"Colonel Crawford. Do you not recollect the friendship that always existed between us, and that we were always glad to see each other?

"Sachem. Yes, I remember all this; and that we have often drunk together, and that you have been kind to me.

"Col. C. Then I hope the same friendship still continues.

"Sachem. It would, of course, were you where you ought to be, and not here.

"Col. C. And why not here? I hope you would not desert a friend in time of need; now is the time for you to exert yourself in my behalf, as I should do for you were you in my place.

"Sachem. Colonel Crawford, you have placed yourself in a situation which puts it out of my power, and that of others of your friends, to do any thing for you.

"Col. C. How so, Captain Wingemund?

"Sachem. By joining yourself to that execrable man, Williamson, and his party. The man who, but the other day, murdered such a number of the Moravian Indians, knowing them to be friends; knowing that he ran no risk in murdering a people who would not fight, and whose only business was praying.

"Col. C. But, I assure you, Wingemund, that had I been with him at the time, this would not have happened. Not I alone, but all your friends, and all good men, reprobate acts of this kind.

"Sachem. That may be, yet these friends, these good men, did not prevent him from going out again to kill the remainder of those inoffensive yet foolish Moravian Indians. I say foolish, because they believed the whites in preference to us. We had often told them that they would one day be so treated by those people who called themselves their friends. We told them there was no faith to be placed in what the white men said; that their fair promises were only intended to allure, that they might the more easily kill us, as they have done many Indians before they killed those Moravians.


Required work
Across the data below, count every line where the string "bound" appears. Answer with the number alone.

----- Records for the task

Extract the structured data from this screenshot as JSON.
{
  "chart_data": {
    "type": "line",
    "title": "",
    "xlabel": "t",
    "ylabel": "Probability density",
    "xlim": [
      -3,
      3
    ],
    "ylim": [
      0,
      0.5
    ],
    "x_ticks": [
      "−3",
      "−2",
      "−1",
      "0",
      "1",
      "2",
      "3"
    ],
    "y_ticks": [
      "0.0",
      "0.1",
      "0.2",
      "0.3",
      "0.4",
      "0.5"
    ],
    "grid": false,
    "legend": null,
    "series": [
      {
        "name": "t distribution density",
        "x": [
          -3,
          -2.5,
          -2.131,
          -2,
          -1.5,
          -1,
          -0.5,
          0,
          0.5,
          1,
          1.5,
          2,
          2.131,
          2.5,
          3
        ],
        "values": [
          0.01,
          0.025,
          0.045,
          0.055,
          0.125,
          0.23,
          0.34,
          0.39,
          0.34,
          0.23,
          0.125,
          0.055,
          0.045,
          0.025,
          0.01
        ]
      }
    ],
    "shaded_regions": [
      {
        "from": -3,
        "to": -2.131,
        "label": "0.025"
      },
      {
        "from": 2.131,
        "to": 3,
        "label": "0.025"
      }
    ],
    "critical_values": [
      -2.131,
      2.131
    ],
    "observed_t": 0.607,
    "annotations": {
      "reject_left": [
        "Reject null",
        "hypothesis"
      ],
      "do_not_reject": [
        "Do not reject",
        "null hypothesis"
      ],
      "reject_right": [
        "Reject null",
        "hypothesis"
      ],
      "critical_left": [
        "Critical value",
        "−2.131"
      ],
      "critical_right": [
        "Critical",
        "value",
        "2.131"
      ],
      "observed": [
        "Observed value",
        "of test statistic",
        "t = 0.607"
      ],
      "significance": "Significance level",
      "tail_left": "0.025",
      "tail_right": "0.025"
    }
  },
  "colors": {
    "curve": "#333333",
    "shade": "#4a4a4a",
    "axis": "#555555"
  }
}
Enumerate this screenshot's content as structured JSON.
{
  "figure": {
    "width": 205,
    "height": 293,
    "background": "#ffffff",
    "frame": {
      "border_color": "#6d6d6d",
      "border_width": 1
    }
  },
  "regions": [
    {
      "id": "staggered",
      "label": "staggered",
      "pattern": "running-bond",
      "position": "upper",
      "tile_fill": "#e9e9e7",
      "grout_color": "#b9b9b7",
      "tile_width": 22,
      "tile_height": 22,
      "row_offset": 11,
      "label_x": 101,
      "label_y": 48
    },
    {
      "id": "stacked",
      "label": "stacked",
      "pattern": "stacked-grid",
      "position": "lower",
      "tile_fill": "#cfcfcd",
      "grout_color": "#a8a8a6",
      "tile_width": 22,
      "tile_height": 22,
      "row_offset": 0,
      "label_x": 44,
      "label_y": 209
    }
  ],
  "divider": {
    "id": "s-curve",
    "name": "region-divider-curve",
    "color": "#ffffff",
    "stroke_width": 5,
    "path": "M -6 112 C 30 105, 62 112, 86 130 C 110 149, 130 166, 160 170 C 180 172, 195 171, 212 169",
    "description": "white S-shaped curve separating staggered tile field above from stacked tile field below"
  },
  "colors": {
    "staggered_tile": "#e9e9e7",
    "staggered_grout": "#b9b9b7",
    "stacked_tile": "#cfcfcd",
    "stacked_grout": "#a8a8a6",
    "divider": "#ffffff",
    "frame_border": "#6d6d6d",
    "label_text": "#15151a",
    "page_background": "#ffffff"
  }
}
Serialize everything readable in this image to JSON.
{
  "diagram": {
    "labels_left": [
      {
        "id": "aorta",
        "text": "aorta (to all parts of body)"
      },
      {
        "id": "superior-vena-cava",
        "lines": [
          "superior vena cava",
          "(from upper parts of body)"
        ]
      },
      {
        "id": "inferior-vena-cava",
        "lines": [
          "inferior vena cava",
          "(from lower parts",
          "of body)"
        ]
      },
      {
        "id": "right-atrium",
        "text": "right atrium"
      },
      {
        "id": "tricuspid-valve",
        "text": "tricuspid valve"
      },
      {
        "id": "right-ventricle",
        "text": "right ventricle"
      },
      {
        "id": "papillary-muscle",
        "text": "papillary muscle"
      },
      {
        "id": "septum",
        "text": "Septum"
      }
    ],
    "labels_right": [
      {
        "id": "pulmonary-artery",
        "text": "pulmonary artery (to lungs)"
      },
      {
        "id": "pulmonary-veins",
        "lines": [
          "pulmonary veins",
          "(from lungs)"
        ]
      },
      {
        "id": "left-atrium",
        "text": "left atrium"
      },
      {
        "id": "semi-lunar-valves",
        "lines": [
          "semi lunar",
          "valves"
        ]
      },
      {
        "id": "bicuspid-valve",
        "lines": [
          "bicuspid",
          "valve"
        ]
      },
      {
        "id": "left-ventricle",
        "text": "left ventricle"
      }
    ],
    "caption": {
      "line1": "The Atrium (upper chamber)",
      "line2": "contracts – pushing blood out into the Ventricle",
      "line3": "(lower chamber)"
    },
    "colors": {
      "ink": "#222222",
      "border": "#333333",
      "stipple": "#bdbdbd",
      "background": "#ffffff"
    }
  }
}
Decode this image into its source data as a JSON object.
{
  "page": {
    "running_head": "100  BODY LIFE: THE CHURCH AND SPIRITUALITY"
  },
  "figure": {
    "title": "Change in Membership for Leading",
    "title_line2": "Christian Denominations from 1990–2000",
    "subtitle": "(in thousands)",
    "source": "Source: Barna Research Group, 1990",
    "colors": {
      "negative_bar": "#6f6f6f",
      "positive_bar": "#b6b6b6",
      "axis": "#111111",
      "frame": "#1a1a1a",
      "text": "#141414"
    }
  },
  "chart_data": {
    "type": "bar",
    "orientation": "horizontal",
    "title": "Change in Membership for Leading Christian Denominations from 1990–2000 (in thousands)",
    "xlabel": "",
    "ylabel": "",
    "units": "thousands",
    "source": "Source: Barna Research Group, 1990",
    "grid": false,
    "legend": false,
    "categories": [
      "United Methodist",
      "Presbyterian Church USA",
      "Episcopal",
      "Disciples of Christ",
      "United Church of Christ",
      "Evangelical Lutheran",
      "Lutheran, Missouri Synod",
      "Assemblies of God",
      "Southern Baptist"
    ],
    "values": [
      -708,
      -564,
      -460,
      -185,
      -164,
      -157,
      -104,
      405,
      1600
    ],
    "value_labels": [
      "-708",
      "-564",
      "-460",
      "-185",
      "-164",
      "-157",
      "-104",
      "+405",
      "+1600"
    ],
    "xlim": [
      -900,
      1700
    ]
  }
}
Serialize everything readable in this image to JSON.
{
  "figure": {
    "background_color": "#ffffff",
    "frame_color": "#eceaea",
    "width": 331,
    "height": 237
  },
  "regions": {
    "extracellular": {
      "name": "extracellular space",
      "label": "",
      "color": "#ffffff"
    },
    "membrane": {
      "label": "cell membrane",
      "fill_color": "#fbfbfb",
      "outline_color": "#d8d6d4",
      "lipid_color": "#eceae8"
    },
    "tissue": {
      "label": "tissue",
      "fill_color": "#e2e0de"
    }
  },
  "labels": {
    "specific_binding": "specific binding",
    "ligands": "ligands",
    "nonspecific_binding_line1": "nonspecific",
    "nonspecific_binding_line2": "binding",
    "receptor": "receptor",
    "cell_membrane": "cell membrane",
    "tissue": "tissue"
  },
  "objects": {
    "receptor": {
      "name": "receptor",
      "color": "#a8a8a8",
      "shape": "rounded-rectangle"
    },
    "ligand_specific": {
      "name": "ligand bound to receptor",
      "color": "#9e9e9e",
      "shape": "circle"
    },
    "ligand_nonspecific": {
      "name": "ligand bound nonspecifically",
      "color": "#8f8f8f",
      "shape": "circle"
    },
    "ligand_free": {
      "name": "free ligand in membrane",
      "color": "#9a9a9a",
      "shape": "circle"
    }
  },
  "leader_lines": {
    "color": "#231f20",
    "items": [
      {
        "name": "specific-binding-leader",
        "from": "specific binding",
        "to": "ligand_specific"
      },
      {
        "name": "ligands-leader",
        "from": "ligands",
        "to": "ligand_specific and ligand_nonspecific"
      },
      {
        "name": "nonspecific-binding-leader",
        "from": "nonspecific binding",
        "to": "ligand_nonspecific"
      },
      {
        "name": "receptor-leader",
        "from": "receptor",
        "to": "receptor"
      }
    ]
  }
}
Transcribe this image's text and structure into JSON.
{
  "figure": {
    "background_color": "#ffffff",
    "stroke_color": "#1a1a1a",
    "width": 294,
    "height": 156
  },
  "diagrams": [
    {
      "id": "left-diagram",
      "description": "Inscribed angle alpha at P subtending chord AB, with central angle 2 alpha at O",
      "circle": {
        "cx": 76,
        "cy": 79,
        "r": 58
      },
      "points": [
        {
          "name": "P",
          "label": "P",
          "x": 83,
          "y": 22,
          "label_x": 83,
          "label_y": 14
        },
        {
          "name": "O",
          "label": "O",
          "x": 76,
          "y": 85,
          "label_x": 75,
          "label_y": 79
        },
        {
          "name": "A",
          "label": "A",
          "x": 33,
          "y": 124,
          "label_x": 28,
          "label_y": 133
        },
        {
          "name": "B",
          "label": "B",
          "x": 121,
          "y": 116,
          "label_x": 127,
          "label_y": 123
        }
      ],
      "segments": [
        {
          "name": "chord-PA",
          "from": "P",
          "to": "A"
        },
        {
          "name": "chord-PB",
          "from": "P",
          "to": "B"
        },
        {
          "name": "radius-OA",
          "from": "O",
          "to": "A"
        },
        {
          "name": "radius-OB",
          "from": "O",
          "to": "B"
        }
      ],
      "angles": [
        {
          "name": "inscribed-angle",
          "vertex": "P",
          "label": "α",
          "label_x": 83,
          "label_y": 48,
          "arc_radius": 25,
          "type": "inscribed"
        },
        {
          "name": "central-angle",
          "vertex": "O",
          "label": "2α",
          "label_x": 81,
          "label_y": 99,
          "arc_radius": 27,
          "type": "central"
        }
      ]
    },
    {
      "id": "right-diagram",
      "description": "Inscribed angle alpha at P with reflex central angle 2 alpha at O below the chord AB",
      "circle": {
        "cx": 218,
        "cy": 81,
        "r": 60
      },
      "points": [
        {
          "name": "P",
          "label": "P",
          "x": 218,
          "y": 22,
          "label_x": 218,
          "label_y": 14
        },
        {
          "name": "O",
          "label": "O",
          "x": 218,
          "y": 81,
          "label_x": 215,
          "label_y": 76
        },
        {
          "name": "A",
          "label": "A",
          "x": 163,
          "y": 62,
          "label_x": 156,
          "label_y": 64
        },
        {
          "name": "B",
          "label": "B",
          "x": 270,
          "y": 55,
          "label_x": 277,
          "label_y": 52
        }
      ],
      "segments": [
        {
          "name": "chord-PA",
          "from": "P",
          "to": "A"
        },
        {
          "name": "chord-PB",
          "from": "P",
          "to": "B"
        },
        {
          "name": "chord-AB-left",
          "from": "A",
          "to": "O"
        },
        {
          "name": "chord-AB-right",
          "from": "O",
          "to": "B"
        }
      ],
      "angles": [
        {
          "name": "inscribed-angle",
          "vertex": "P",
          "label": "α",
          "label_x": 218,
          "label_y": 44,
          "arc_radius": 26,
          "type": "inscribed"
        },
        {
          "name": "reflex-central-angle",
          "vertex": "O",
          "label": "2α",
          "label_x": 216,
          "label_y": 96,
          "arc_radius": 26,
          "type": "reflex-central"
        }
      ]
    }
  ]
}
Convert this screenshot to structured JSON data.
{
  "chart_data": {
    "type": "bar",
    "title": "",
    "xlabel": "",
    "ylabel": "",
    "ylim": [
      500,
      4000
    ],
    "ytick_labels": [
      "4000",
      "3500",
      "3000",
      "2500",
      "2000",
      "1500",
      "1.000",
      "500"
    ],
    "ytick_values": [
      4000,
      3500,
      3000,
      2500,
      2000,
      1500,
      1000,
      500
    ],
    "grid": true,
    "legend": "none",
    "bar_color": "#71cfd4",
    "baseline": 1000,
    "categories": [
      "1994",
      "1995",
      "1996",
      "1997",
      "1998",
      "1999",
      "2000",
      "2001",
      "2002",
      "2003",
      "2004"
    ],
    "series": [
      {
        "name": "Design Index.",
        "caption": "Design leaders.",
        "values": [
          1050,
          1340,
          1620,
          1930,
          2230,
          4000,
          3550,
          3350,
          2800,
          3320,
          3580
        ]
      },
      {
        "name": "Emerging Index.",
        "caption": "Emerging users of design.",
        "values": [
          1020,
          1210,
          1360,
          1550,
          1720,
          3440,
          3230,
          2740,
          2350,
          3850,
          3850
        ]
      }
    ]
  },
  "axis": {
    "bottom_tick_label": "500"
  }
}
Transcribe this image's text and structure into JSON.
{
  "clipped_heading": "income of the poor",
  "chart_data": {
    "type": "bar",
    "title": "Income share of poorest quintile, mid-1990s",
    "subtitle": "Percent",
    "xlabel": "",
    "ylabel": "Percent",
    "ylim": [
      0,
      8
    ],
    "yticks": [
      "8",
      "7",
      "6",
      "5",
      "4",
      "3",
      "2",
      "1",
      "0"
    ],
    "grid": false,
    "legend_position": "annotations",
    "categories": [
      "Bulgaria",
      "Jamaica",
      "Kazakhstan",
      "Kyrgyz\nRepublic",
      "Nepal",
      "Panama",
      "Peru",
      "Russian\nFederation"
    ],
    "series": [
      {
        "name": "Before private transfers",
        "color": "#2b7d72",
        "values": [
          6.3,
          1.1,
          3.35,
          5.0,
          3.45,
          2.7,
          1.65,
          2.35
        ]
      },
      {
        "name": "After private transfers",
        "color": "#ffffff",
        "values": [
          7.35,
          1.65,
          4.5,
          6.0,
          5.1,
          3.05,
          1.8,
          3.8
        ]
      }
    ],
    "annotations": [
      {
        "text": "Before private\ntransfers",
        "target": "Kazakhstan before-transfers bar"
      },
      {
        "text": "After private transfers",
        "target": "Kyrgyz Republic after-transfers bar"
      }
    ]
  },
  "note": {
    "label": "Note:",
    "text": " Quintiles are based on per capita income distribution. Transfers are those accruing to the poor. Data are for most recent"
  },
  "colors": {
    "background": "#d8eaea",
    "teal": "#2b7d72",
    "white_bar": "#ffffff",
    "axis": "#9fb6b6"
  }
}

----------

The completed task
2